Zagat Survey will soon cover subjects such as sports cars, golf courses, fashion, spas and resorts – and “anything people like to talk about before they spend money,” Zagat told The Post.
The new content is to be available through zagat.com by the summer.
Breaking out of the slim book mold, the content will also be available on cell phones, PDAs (personal digital assistants) and even on radio and in magazines. Discussions are under way with a talent agency and a production company to work up a pilot for a TV show based on canvassing people’s opinions.
“Rather than ‘Ask Martha,’ the concept will be ‘Ask You,'” Zagat said.
Zagat plans to use Internet technology to expand the company’s “organized word-of-mouth” concept across all areas of leisure. “If someone is looking for a place to play golf, they’re better off seeing what 1,000 people thought of a certain course rather than just one friend.”
The Internet allows the company to collect and process votes rapidly. However, Zagat is wary of the difference between paper and electronic votes. The New York book is compiled by having frequent restaurant-goers compare 2,000 eateries once a year.
“We find that online, though, people tend to come in after a meal, and if they have an opinion, they’re either really happy or really unhappy. They’re a lot more emotional about it.”
He added that security is still an issue.
Zagat Survey – which publishes a restaurant column in The Post – has had success in Japan where DoCoMo i-Mode cell phones, which access the Internet directly, have exploded in popularity in the last year. MobileZagat – the online Zagat Survey for Tokyo restaurants – allows users to locate their nearest eateries by type of food, see a map and click through to make a voice call for a reservation.

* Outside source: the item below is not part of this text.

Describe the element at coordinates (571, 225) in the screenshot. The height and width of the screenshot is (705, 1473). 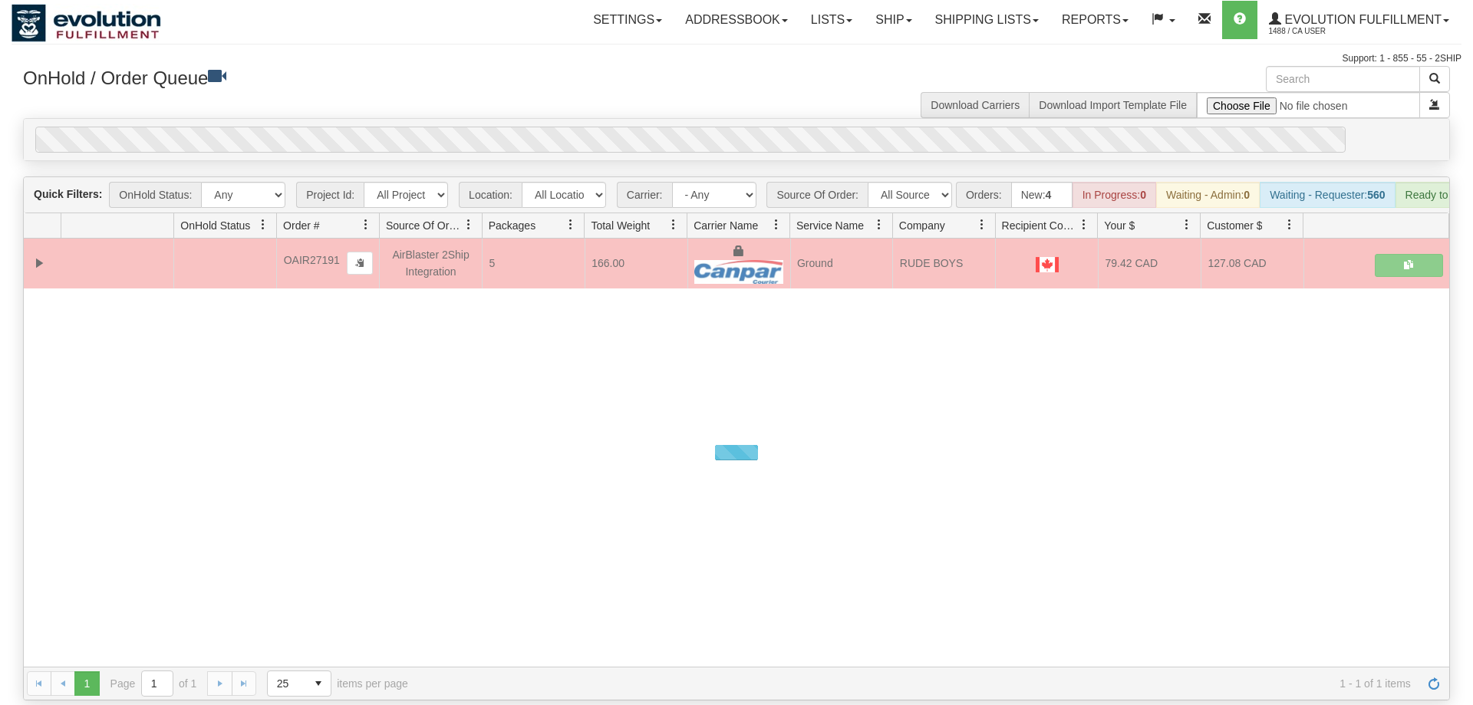
I see `a: Packages filter column settings` at that location.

Similar services are planned for the U.S., with Oracle, Motorola and AT&T Pocketnet. However, Zagat himself estimates U.S. cell-phone infrastructure to be two years behind Japan’s. Zagat already has stakes in OpenTable.com and Foodline.com, another Internet reservation endeavor.
“The beauty of the sort of online travel guide we’re planning is you can go into detail. It will have stuff like, ‘How kid-friendly is the Met?’ Is it good for sitting down, and whether the bathrooms are clean. Or ‘Ellis Island: How long could you stand it with a 10-year-old on a hot day?'”
The 20-year-old company is not known for wasting money on advertising. When he does advertise, Zagat likes to trade books for space. “We got lucky in Japan – DoCoMo used an image of our book going into the phone and food coming out the other end. Book sales shot up 25 percent.”
The cross-platform play comes two months after the company received $31.2 million in equity financing from investors led by General Atlantic Partners LLC of Greenwich, Conn. Other backers include venture-capital firm Kleiner, Perkins, Caufield & Byers; Nathan Myhrvold of Microsoft; Nicholas Negroponte of MIT Media Labs, and Allen & Co. banker Nancy Peretsman.
Tim Zagat expects to launch his IPO “in a year – depending on the market.”